Marketing Sherpa has some interesting thoughts on just that one question.
Ads on non-2.0 sites (classic editorial content sites) convert 31% better than ads run against user-generated content.
Ads on top-brand non-2.0 sites (defined as comScore’s top 250) convert 175% better than user-generated content sites.
However, 2.0 media is so *cheap* (as of now anyway) that it’s still worth testing. The minute the price goes up, buyer beware.
Source: Marketing Sherpa
The statistics are interesting in that getting advertising for smaller sites is going to be difficult outside of Adsense, Adbrite and AdEngage. Those three groups basically offer blanket advertising using many sources as a pool. The run of network ads are the best way to make money as a small web site owner. The conversion rate is poor, usually less than 1% of all ads served, with a minimal payout of around 4 cents per ad. These numbers don’t really work at 100’s or even 1000’s of users per day. They work out better in the 100,000’s or higher numbers.
The catch 22 though is once you get the point where you get 10,000’s of thousands of visitors a day is about the time that the big media companies are going to start showing an interest in you. This is where your ranking and authority come into play into making advertising work for the web site.
Not many websites are going to make it to 10,000’s of thousands of users a day, many just perk along at hundreds or thousands of users. The data above though shows that web sites that depend primarily on user generated content, no matter how banal will have an even harder time getting the Madison avenue executives show up on their door step. While much of what people write about on their personal blogs can be pretty dull, if not incipient. That is the nature of personal blogging, and we are really only interested in the blog if it has some stuff we can laugh at.
The middle tier are people who blog, like Techwag and others who are using this as a way to address an audience who they think would be interested in technology, or needlepoint, or other hobbies. While the blog may not be the best format for this, but it is an easy format to master. And that is the key to blogging in the second tier and well into the first tier (A list and B list bloggers). It upsets the model for what is happening in the advertising space.
While Techwag would love to get money from the bigger advertising companies, the process entails building up that user base, to the point where they will pay attention. Until then we will stick with the Google advertising model and use it to offset costs. There are millions of blogs in this position, and the numbers as quoted above will make selling advertising on Web 2.0 sites more interesting in the longer run.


Copy exactly the lines of the records below, and only those lines, beginning with the line that contains "The width and height of the screenshot is (714, 362)." and ending with the line that contains "The image size is (1302, 619).".

Stored data entries:

· · ·

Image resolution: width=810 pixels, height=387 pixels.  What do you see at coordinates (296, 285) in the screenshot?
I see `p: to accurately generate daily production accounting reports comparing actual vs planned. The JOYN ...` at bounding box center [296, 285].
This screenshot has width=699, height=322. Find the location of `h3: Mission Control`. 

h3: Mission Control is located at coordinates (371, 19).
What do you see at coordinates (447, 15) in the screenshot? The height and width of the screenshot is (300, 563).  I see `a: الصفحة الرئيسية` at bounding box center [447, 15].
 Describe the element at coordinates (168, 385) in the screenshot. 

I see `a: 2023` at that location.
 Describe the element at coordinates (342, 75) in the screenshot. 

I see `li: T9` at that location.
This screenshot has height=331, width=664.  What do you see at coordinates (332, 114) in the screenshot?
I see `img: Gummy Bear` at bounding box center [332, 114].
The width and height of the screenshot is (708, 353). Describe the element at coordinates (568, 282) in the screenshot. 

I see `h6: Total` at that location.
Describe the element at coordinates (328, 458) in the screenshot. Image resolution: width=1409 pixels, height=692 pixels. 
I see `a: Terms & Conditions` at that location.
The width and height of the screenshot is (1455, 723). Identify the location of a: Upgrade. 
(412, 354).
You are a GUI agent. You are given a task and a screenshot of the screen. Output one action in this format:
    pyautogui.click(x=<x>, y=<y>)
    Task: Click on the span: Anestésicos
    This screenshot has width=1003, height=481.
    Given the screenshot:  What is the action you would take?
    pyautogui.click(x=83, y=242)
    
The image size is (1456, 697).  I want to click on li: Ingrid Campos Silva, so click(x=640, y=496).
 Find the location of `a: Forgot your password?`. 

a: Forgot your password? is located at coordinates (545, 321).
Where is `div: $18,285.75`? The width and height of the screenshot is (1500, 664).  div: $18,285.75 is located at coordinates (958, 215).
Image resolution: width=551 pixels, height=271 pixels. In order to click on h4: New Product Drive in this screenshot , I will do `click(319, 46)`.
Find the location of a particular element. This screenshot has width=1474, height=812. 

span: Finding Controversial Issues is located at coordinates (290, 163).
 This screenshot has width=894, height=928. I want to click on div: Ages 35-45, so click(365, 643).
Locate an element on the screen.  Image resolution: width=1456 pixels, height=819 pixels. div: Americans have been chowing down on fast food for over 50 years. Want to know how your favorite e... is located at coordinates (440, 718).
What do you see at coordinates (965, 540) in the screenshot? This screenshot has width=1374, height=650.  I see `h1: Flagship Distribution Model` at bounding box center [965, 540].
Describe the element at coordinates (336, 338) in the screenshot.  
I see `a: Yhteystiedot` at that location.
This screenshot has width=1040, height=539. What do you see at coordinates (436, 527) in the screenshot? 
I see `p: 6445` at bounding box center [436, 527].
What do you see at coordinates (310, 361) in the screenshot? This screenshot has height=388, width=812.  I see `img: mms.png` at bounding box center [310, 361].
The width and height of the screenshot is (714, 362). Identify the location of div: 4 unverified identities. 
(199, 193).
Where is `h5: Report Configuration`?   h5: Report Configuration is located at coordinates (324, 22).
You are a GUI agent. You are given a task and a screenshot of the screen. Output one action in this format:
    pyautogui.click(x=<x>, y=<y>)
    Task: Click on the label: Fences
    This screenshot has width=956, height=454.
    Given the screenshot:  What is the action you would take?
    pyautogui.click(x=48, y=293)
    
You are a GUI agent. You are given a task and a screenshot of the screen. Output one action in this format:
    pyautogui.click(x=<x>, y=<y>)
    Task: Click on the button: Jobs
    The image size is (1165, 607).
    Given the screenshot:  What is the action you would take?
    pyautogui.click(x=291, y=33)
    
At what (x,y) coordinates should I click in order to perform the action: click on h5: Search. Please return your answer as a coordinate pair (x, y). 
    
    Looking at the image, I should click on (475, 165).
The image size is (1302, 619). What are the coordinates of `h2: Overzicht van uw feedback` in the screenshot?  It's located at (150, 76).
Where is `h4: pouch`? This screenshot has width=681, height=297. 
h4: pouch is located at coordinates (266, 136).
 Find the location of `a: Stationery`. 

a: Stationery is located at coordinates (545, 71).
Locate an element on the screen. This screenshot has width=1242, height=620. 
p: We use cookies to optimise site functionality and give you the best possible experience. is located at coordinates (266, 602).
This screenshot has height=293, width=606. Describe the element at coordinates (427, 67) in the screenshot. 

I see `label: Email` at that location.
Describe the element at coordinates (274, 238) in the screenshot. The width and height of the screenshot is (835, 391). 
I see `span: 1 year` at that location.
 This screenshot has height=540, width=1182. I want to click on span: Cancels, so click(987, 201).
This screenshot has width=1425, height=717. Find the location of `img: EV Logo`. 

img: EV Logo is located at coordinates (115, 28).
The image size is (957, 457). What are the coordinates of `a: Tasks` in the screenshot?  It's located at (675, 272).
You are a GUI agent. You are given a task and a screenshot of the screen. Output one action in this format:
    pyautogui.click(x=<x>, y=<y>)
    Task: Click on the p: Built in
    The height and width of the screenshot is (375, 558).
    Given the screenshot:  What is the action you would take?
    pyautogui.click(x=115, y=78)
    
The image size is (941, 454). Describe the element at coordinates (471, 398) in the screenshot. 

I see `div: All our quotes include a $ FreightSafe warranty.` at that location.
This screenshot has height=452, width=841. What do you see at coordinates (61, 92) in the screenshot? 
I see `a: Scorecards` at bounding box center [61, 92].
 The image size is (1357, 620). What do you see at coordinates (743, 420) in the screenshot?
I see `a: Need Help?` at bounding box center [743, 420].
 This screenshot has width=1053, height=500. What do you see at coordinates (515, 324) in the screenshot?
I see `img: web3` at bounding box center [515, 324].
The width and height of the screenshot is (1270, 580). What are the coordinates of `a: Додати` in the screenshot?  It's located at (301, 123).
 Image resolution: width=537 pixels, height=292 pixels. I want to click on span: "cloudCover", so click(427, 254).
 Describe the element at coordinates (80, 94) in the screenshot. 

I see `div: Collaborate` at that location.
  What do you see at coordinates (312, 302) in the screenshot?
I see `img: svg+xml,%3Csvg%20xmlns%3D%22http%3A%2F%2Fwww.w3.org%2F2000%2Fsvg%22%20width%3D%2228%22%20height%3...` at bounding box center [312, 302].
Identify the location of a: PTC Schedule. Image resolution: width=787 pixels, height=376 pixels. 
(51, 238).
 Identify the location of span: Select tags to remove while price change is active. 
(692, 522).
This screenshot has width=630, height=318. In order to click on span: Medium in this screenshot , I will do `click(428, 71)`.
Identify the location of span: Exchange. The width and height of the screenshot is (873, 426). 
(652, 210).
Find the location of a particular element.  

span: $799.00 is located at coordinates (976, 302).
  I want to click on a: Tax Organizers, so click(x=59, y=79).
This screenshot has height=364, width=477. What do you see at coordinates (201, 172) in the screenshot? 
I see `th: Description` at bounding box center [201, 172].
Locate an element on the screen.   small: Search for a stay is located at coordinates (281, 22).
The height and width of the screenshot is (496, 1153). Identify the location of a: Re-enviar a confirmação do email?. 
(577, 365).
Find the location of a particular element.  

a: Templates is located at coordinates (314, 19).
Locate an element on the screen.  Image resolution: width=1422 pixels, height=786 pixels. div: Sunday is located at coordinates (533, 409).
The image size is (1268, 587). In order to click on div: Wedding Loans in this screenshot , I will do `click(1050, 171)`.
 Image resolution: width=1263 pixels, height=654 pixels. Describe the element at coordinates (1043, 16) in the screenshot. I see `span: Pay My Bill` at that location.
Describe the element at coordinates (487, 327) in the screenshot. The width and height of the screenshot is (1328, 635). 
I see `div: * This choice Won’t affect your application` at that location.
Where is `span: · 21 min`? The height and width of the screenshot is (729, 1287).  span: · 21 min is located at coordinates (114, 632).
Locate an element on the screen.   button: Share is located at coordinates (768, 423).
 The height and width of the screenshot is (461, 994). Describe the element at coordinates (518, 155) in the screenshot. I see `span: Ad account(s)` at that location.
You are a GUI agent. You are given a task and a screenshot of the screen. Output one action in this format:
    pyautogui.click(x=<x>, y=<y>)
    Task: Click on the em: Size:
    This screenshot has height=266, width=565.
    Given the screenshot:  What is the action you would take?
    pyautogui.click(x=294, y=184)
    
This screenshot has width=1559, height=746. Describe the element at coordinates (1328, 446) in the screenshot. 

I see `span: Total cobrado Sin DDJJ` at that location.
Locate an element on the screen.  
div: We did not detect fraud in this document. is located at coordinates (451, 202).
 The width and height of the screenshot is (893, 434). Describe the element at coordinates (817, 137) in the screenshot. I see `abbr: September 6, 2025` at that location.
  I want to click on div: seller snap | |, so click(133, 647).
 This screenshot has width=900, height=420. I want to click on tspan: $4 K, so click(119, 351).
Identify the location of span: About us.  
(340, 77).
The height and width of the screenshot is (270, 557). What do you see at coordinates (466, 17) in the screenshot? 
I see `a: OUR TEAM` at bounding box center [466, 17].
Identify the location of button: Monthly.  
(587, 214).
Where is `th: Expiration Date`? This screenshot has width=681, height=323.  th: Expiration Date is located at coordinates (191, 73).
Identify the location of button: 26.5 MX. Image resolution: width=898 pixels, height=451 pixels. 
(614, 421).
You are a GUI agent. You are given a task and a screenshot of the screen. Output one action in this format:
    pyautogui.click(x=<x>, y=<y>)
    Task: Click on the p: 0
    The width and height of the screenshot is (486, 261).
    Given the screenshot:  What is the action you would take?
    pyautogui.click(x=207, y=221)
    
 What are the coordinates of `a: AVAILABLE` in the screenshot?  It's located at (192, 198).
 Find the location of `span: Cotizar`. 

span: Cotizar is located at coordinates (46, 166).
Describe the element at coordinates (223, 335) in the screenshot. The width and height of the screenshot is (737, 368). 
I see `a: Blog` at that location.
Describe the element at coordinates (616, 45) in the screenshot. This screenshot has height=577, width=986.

· · ·

# OUTPUT OF THE EXERCISE
The width and height of the screenshot is (714, 362). Identify the location of div: 4 unverified identities. 
(199, 193).
Where is `h5: Report Configuration`?   h5: Report Configuration is located at coordinates (324, 22).
You are a GUI agent. You are given a task and a screenshot of the screen. Output one action in this format:
    pyautogui.click(x=<x>, y=<y>)
    Task: Click on the label: Fences
    This screenshot has width=956, height=454.
    Given the screenshot:  What is the action you would take?
    pyautogui.click(x=48, y=293)
    
You are a GUI agent. You are given a task and a screenshot of the screen. Output one action in this format:
    pyautogui.click(x=<x>, y=<y>)
    Task: Click on the button: Jobs
    The image size is (1165, 607).
    Given the screenshot:  What is the action you would take?
    pyautogui.click(x=291, y=33)
    
At what (x,y) coordinates should I click in order to perform the action: click on h5: Search. Please return your answer as a coordinate pair (x, y). 
    
    Looking at the image, I should click on (475, 165).
The image size is (1302, 619). What are the coordinates of `h2: Overzicht van uw feedback` in the screenshot?  It's located at (150, 76).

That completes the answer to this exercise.